Milford Hospital and Bristol Hospital are among those that will receive portions of more than $14 million through the state”™s Small Hospital Pool.
Given the differences between the profit margins of large hospitals and small ones, the state Office of Policy and Management recently announced it is taking action to support six small hospitals.
Hospital | Payment From Small Hospital Pool |
Bristol | $2,917,675 |
Day Kimball | $2,777,203 |
Griffin | $3,315,317 |
Hungerford | $2,051,467 |
Johnson | $2,301,469 |
Milford | $736,870 |
According to the announcement, Connecticut hospitals had one of their best years on record last year, in which hospital health systems saw total revenue in excess of expenses of $916.4 million, a $186.2 million, or 26 percent, increase from the previous fiscal year. While large hospitals have healthy margins and robust executive compensation, there are small hospitals in need of additional assistance to continue to provide services.
The combined operations revenue of the six hospitals targeted for pool funds is about one-eighth of Yale-New Haven and Hartford Healthcare combined. In the last four years, those two hospitals took in more than 50 percent of the total revenue over expenses for all hospitals and hospital systems in the state.
“We know hospitals are not one-size-fits all, and that”™s why we”™re proactively reprioritizing and reallocating dollars to support small hospitals that need support most,” Ben Barnes, secretary of the Office of Policy and Management, said. “To be clear, hospital systems are seeing extraordinary revenues, but today we”™re working to reprioritize and reallocate payments so we can assist the small hospitals and support patient care. The six small hospitals we are helping today lost millions in fiscal year 2014, and we”™re proactively working to support them. We are trying to help those small hospitals serving our Medicaid population.”
The funds are being made available through a reprioritization of a portion of the remaining quarter of Medicaid supplemental payments.
The Small Hospital Pool was established this year for hospitals with no more than 180 beds, not affiliated with any other hospital and not in contiguous towns. The Medicaid Supplemental Pool is the program by which the state returns to the hospitals a portion of hospital tax revenue on a quarterly basis.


**WHAT TO WORK ON:**
From the first line to the last, retype the data below exactly.
== Segment start ==
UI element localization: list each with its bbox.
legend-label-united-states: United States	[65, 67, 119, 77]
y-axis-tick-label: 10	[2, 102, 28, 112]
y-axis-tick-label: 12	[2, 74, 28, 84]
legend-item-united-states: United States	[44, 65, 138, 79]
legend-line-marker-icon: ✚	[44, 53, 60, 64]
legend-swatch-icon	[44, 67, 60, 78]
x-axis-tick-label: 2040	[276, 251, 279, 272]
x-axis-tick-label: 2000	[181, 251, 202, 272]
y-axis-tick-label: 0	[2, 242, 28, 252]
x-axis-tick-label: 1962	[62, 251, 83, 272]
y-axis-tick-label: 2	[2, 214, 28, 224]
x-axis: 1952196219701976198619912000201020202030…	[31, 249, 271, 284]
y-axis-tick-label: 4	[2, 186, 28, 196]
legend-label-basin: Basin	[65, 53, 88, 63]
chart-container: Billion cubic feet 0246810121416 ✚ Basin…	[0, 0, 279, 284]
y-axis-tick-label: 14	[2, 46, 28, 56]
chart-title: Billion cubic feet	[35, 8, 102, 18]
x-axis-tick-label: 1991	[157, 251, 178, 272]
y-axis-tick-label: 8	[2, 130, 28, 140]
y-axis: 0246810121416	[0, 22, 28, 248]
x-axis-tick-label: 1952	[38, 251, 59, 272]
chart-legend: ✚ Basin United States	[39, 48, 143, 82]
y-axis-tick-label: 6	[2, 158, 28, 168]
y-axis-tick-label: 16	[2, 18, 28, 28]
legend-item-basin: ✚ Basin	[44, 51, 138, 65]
== Segment end ==
**ANSWER TO THE EXERCISE:**
UI element localization: list each with its bbox.
legend-label-united-states: United States	[65, 67, 119, 77]
y-axis-tick-label: 10	[2, 102, 28, 112]
y-axis-tick-label: 12	[2, 74, 28, 84]
legend-item-united-states: United States	[44, 65, 138, 79]
legend-line-marker-icon: ✚	[44, 53, 60, 64]
legend-swatch-icon	[44, 67, 60, 78]
x-axis-tick-label: 2040	[276, 251, 279, 272]
x-axis-tick-label: 2000	[181, 251, 202, 272]
y-axis-tick-label: 0	[2, 242, 28, 252]
x-axis-tick-label: 1962	[62, 251, 83, 272]
y-axis-tick-label: 2	[2, 214, 28, 224]
x-axis: 1952196219701976198619912000201020202030…	[31, 249, 271, 284]
y-axis-tick-label: 4	[2, 186, 28, 196]
legend-label-basin: Basin	[65, 53, 88, 63]
chart-container: Billion cubic feet 0246810121416 ✚ Basin…	[0, 0, 279, 284]
y-axis-tick-label: 14	[2, 46, 28, 56]
chart-title: Billion cubic feet	[35, 8, 102, 18]
x-axis-tick-label: 1991	[157, 251, 178, 272]
y-axis-tick-label: 8	[2, 130, 28, 140]
y-axis: 0246810121416	[0, 22, 28, 248]
x-axis-tick-label: 1952	[38, 251, 59, 272]
chart-legend: ✚ Basin United States	[39, 48, 143, 82]
y-axis-tick-label: 6	[2, 158, 28, 168]
y-axis-tick-label: 16	[2, 18, 28, 28]
legend-item-basin: ✚ Basin	[44, 51, 138, 65]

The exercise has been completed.